First published in The Telegraph, 16 August 2020:
For millions of children, lockdown has been nothing short of a disaster. According to a UCL report, 2.3 million children have been learning for less than one hour per day. The NFER found that 40 per cent of pupils have not been in regular contact with their teachers.
The exams controversy and Ofqual’s Kafkaesqe ‘algorithm’ are merely symptoms of a more general malaise in getting children back to school. Perhaps, with greater determination, exams could have been postponed rather than denied and this unfathomable grades system would not have been necessary.
Given the epidemic of educational poverty and the additional risks to children remaining at home - from mental health to safeguarding concerns - you would expect the health and science establishment to be making every effort to ensure pupils are learning again from September. Instead, everything seems to be focused on the minimal risk to children and the possible risk to older pupils. This is despite schools opening in many countries around the world, with little effect on transmission.
Alongside the ‘computer says no’ attitude, sections of the unions have posed hundreds of questions about returning to school, alongside an ever-growing list of conditions. Questions and conditions that if applied to other workplaces would probably have seen supermarkets shut during the lockdown. Questions and conditions that do not explain why children can go shopping in Primark or eat at McDonalds, but not attend school.
With the exception of a few courageous individuals like Professor Russell Viner, President of the Royal College of Paediatrics, the Children’s Commissioner Anne Longfield and some children’s charities, not enough people have been campaigning to get children back to school. Few seem to have appreciated the dangers to pupils stuck at home and the potentially irreversible long term damage.

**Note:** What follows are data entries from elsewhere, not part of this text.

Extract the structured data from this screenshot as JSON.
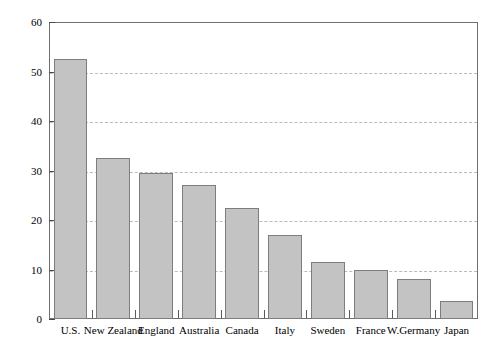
{
  "chart_data": {
    "type": "bar",
    "title": "",
    "subtitle": "",
    "xlabel": "",
    "ylabel": "Births per 1,000 Mothers Under 20",
    "categories": [
      "U.S.",
      "New Zealand",
      "England",
      "Australia",
      "Canada",
      "Italy",
      "Sweden",
      "France",
      "W.Germany",
      "Japan"
    ],
    "values": [
      52.6,
      32.5,
      29.4,
      27.0,
      22.5,
      17.0,
      11.6,
      10.0,
      8.0,
      3.7
    ],
    "ylim": [
      0,
      60
    ],
    "ytick_labels": [
      "0",
      "10",
      "20",
      "30",
      "40",
      "50",
      "60"
    ],
    "ytick_values": [
      0,
      10,
      20,
      30,
      40,
      50,
      60
    ],
    "grid": "horizontal-dashed",
    "gridline_values": [
      10,
      20,
      30,
      40,
      50
    ],
    "legend": "none",
    "legend_position": "none",
    "bar_fill_color": "#c3c3c3",
    "bar_border_color": "#7d7d7d",
    "gridline_color": "#b9b9c6",
    "frame_color": "#6f6f6f",
    "background_color": "#ffffff",
    "text_color": "#000000"
  }
}
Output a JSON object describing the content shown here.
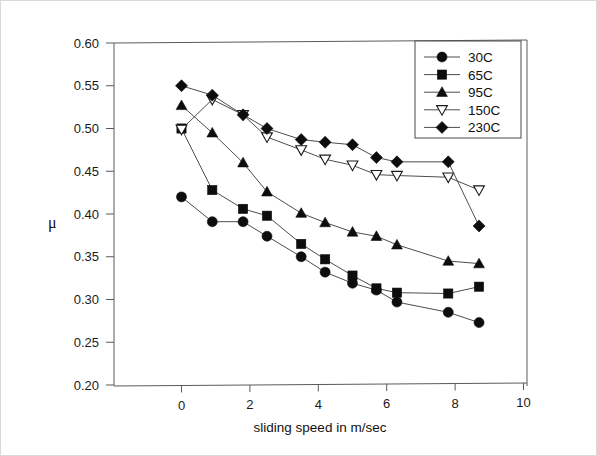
{
  "chart_data": {
    "type": "line",
    "title": "",
    "xlabel": "sliding speed in m/sec",
    "ylabel": "μ",
    "xlim": [
      -1.8,
      10.0
    ],
    "ylim": [
      0.2,
      0.6
    ],
    "xticks": [
      0,
      2,
      4,
      6,
      8,
      10
    ],
    "xtick_labels": [
      "0",
      "2",
      "4",
      "6",
      "8",
      "10"
    ],
    "yticks": [
      0.2,
      0.25,
      0.3,
      0.35,
      0.4,
      0.45,
      0.5,
      0.55,
      0.6
    ],
    "ytick_labels": [
      "0.20",
      "0.25",
      "0.30",
      "0.35",
      "0.40",
      "0.45",
      "0.50",
      "0.55",
      "0.60"
    ],
    "grid": false,
    "legend_position": "top-right",
    "series": [
      {
        "name": "30C",
        "marker": "filled-circle",
        "x": [
          0.0,
          0.9,
          1.8,
          2.5,
          3.5,
          4.2,
          5.0,
          5.7,
          6.3,
          7.8,
          8.7
        ],
        "values": [
          0.42,
          0.391,
          0.391,
          0.374,
          0.35,
          0.332,
          0.319,
          0.311,
          0.297,
          0.285,
          0.273
        ]
      },
      {
        "name": "65C",
        "marker": "filled-square",
        "x": [
          0.0,
          0.9,
          1.8,
          2.5,
          3.5,
          4.2,
          5.0,
          5.7,
          6.3,
          7.8,
          8.7
        ],
        "values": [
          0.5,
          0.428,
          0.406,
          0.398,
          0.365,
          0.347,
          0.328,
          0.313,
          0.308,
          0.307,
          0.315
        ]
      },
      {
        "name": "95C",
        "marker": "filled-triangle",
        "x": [
          0.0,
          0.9,
          1.8,
          2.5,
          3.5,
          4.2,
          5.0,
          5.7,
          6.3,
          7.8,
          8.7
        ],
        "values": [
          0.527,
          0.495,
          0.46,
          0.426,
          0.401,
          0.39,
          0.379,
          0.374,
          0.364,
          0.345,
          0.342
        ]
      },
      {
        "name": "150C",
        "marker": "open-triangle-down",
        "x": [
          0.0,
          0.9,
          1.8,
          2.5,
          3.5,
          4.2,
          5.0,
          5.7,
          6.3,
          7.8,
          8.7
        ],
        "values": [
          0.499,
          0.534,
          0.516,
          0.49,
          0.475,
          0.464,
          0.457,
          0.446,
          0.445,
          0.443,
          0.428
        ]
      },
      {
        "name": "230C",
        "marker": "filled-diamond",
        "x": [
          0.0,
          0.9,
          1.8,
          2.5,
          3.5,
          4.2,
          5.0,
          5.7,
          6.3,
          7.8,
          8.7
        ],
        "values": [
          0.55,
          0.539,
          0.516,
          0.5,
          0.487,
          0.484,
          0.481,
          0.466,
          0.461,
          0.461,
          0.386
        ]
      }
    ]
  },
  "legend": {
    "entries": [
      {
        "label": "30C"
      },
      {
        "label": "65C"
      },
      {
        "label": "95C"
      },
      {
        "label": "150C"
      },
      {
        "label": "230C"
      }
    ]
  },
  "axes": {
    "x_title": "sliding speed in m/sec",
    "y_title": "μ"
  },
  "colors": {
    "marker": "#0d0d0d",
    "line": "#4d4d4d",
    "axis": "#5a5a5a",
    "text": "#111111",
    "background": "#ffffff"
  }
}
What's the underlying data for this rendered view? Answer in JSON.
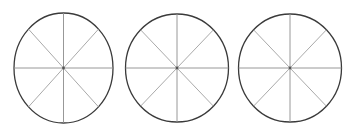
{
  "figure": {
    "title": "",
    "background_color": "#ffffff",
    "width": 355,
    "height": 140,
    "shape_count": 3,
    "shape_type": "circle-divided-into-sectors",
    "sectors_per_circle": 8,
    "sector_angle_degrees": 45,
    "shaded_sectors": 0,
    "outline_color": "#3a3a3a",
    "divider_color": "#8c8c8c",
    "fill_color": "#ffffff"
  },
  "circles": [
    {
      "label": "circle-1",
      "cx": 63.5,
      "cy": 68,
      "rx": 49.5,
      "ry": 55,
      "sectors": 8,
      "shaded": 0,
      "divider_angles": [
        0,
        45,
        90,
        135
      ]
    },
    {
      "label": "circle-2",
      "cx": 177,
      "cy": 68,
      "rx": 51.5,
      "ry": 54,
      "sectors": 8,
      "shaded": 0,
      "divider_angles": [
        0,
        45,
        90,
        135
      ]
    },
    {
      "label": "circle-3",
      "cx": 290,
      "cy": 68,
      "rx": 51.5,
      "ry": 54,
      "sectors": 8,
      "shaded": 0,
      "divider_angles": [
        0,
        45,
        90,
        135
      ]
    }
  ]
}
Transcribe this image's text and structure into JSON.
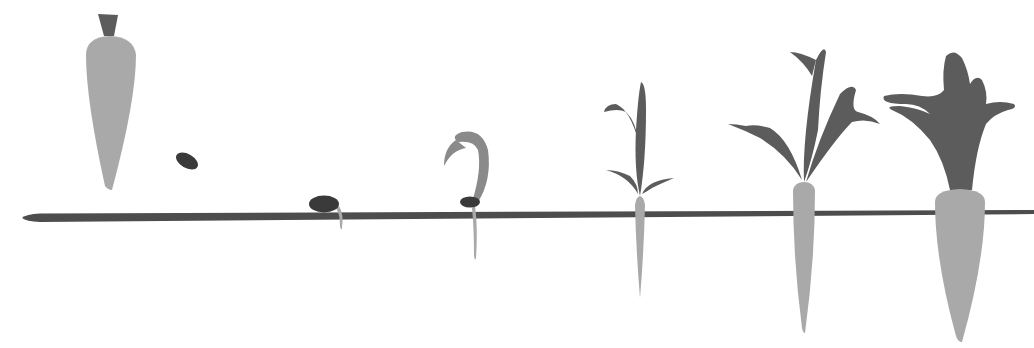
{
  "title": "Carrot growth stages",
  "colors": {
    "background": "#ffffff",
    "ground": "#4d4d4d",
    "root": "#a9a9a9",
    "foliage": "#5c5c5c",
    "seed": "#3a3a3a",
    "sprout": "#8a8a8a"
  },
  "stages": [
    {
      "id": "mature-carrot-reference",
      "label": "Carrot"
    },
    {
      "id": "seed",
      "label": "Seed"
    },
    {
      "id": "planted-seed",
      "label": "Planted seed"
    },
    {
      "id": "germination",
      "label": "Germinating seedling"
    },
    {
      "id": "seedling",
      "label": "Seedling with true leaves"
    },
    {
      "id": "young-carrot",
      "label": "Young carrot"
    },
    {
      "id": "mature-carrot",
      "label": "Mature carrot"
    }
  ]
}
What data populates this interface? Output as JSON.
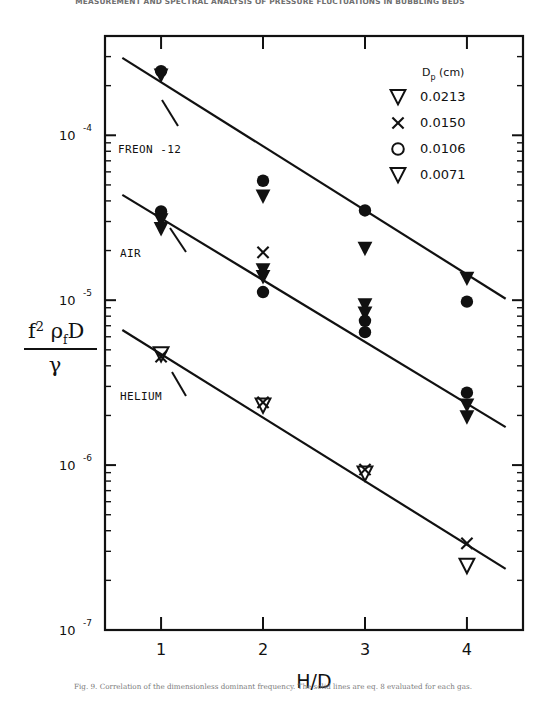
{
  "running_head": "MEASUREMENT AND SPECTRAL ANALYSIS OF PRESSURE FLUCTUATIONS IN BUBBLING BEDS",
  "caption": "Fig. 9. Correlation of the dimensionless dominant frequency. The solid lines are eq. 8 evaluated for each gas.",
  "axes": {
    "x_title": "H/D",
    "y_title_numerator": "f²ρ D",
    "y_title_numerator_sub": "f",
    "y_title_numerator_sup": "2",
    "y_title_denominator": "γ",
    "x_ticks": [
      "1",
      "2",
      "3",
      "4"
    ],
    "y_ticks": [
      "10⁻⁴",
      "10⁻⁵",
      "10⁻⁶",
      "10⁻⁷"
    ],
    "y_tick_mantissa": "10",
    "y_tick_exponents": [
      "-4",
      "-5",
      "-6",
      "-7"
    ]
  },
  "legend": {
    "title": "D",
    "title_sub": "p",
    "title_units": "(cm)",
    "entries": [
      {
        "symbol": "triangle-down-open",
        "label": "0.0213"
      },
      {
        "symbol": "cross",
        "label": "0.0150"
      },
      {
        "symbol": "circle-open",
        "label": "0.0106"
      },
      {
        "symbol": "triangle-down-open",
        "label": "0.0071"
      }
    ]
  },
  "series_labels": [
    {
      "name": "freon-12",
      "text": "FREON -12"
    },
    {
      "name": "air",
      "text": "AIR"
    },
    {
      "name": "helium",
      "text": "HELIUM"
    }
  ],
  "chart_data": {
    "type": "scatter",
    "title": "",
    "xlabel": "H/D",
    "ylabel": "f^2 rho_f D / gamma",
    "xlim": [
      0.45,
      4.55
    ],
    "ylim": [
      1e-07,
      0.0004
    ],
    "yscale": "log",
    "xscale": "linear",
    "grid": false,
    "legend_position": "top-right",
    "legend_title": "Dp (cm)",
    "legend_entries": [
      "0.0213",
      "0.0150",
      "0.0106",
      "0.0071"
    ],
    "annotations": [
      "FREON -12",
      "AIR",
      "HELIUM"
    ],
    "series": [
      {
        "name": "FREON -12",
        "marker": "filled",
        "fit_line": {
          "x": [
            0.62,
            4.38
          ],
          "y": [
            0.000295,
            1.02e-05
          ]
        },
        "points": [
          {
            "x": 1.0,
            "y": 0.000245,
            "marker": "circle-filled"
          },
          {
            "x": 1.0,
            "y": 0.00023,
            "marker": "triangle-down-filled"
          },
          {
            "x": 2.0,
            "y": 5.3e-05,
            "marker": "circle-filled"
          },
          {
            "x": 2.0,
            "y": 4.25e-05,
            "marker": "triangle-down-filled"
          },
          {
            "x": 3.0,
            "y": 3.5e-05,
            "marker": "circle-filled"
          },
          {
            "x": 3.0,
            "y": 2.05e-05,
            "marker": "triangle-down-filled"
          },
          {
            "x": 4.0,
            "y": 1.35e-05,
            "marker": "triangle-down-filled"
          },
          {
            "x": 4.0,
            "y": 9.8e-06,
            "marker": "circle-filled"
          }
        ]
      },
      {
        "name": "AIR",
        "marker": "filled",
        "fit_line": {
          "x": [
            0.62,
            4.38
          ],
          "y": [
            4.35e-05,
            1.7e-06
          ]
        },
        "points": [
          {
            "x": 1.0,
            "y": 3.45e-05,
            "marker": "circle-filled"
          },
          {
            "x": 1.0,
            "y": 3.05e-05,
            "marker": "triangle-down-filled"
          },
          {
            "x": 1.0,
            "y": 2.7e-05,
            "marker": "triangle-down-filled"
          },
          {
            "x": 2.0,
            "y": 1.95e-05,
            "marker": "cross"
          },
          {
            "x": 2.0,
            "y": 1.52e-05,
            "marker": "triangle-down-filled"
          },
          {
            "x": 2.0,
            "y": 1.38e-05,
            "marker": "triangle-down-filled"
          },
          {
            "x": 2.0,
            "y": 1.12e-05,
            "marker": "circle-filled"
          },
          {
            "x": 3.0,
            "y": 9.3e-06,
            "marker": "triangle-down-filled"
          },
          {
            "x": 3.0,
            "y": 8.3e-06,
            "marker": "triangle-down-filled"
          },
          {
            "x": 3.0,
            "y": 7.5e-06,
            "marker": "circle-filled"
          },
          {
            "x": 3.0,
            "y": 6.4e-06,
            "marker": "circle-filled"
          },
          {
            "x": 4.0,
            "y": 2.75e-06,
            "marker": "circle-filled"
          },
          {
            "x": 4.0,
            "y": 2.3e-06,
            "marker": "triangle-down-filled"
          },
          {
            "x": 4.0,
            "y": 1.95e-06,
            "marker": "triangle-down-filled"
          }
        ]
      },
      {
        "name": "HELIUM",
        "marker": "open",
        "fit_line": {
          "x": [
            0.62,
            4.38
          ],
          "y": [
            6.6e-06,
            2.35e-07
          ]
        },
        "points": [
          {
            "x": 1.0,
            "y": 4.7e-06,
            "marker": "triangle-down-open"
          },
          {
            "x": 1.0,
            "y": 4.55e-06,
            "marker": "cross"
          },
          {
            "x": 2.0,
            "y": 2.3e-06,
            "marker": "triangle-down-open"
          },
          {
            "x": 2.0,
            "y": 2.4e-06,
            "marker": "cross"
          },
          {
            "x": 3.0,
            "y": 8.9e-07,
            "marker": "triangle-down-open"
          },
          {
            "x": 3.0,
            "y": 9.4e-07,
            "marker": "cross"
          },
          {
            "x": 4.0,
            "y": 3.35e-07,
            "marker": "cross"
          },
          {
            "x": 4.0,
            "y": 2.45e-07,
            "marker": "triangle-down-open"
          }
        ]
      }
    ]
  }
}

The attitude from quangos and unions seems to be that everything is impossible, rather than, as the great Sir Nicholas Winton of Kindertransport fame once said: “If it is not impossible there must be a way to do it”. It is heartening that many schools, teachers and support staff are ignoring the naysayers and continuing their preparations for a return in the September term.
But in order to defeat the defeatists, all the major education players need a serious plan for the weeks and months ahead. First, the DfE urgently needs a stronger grip on the impact of the lockdown on children who did not attend school, especially those from disadvantaged backgrounds. As the Schools Minister confirmed to the Education Select Committee, it has done no modelling to understand this.
Second, Government guidance to schools should be clear, timely and properly communicated. The NHS - understandably - had an action plan for Covid-19. The same is needed for education, including a detailed timetable and safeguarding support. There must be clear expectations as to the nature, quality and quantity of school learning and home education in the event of local lockdowns. Where a high number of teachers are not in work due to sickness, self-isolation or shielding, schools should be supported through a fully-funded national scheme to ensure pupils can continue learning.
Third, Covid-19 exposed a huge digital divide. The Children’s Commissioner suggested that 700,000 children do not have access to a computer or tablet. Schools could be given vouchers to spend on devices at their local Curry’s, rather than relying on a national procurement scheme.
There are vital lessons for other agencies. So, fourth, rather than the badger-like approach Ofsted has taken thus far, adopting a period of semi-hibernation during lockdown (excepting their work with local authorities), the inspectorate must be proactive in overseeing school efforts. While many Ofsted staff were deployed to local councils, hundreds lay semi-dormant. What a waste.
By the time they go back to school, most children will not have set foot in a classroom for six months. This will harm disadvantaged youngsters most. Before the pandemic struck, there was already an 18-month attainment gap between disadvantaged pupils at GCSE-level and their peers. The Education Endowment Foundation predicts that school closures will reverse all the progress we have made in reducing the attainment gap since 2011. What a sobering thought that is.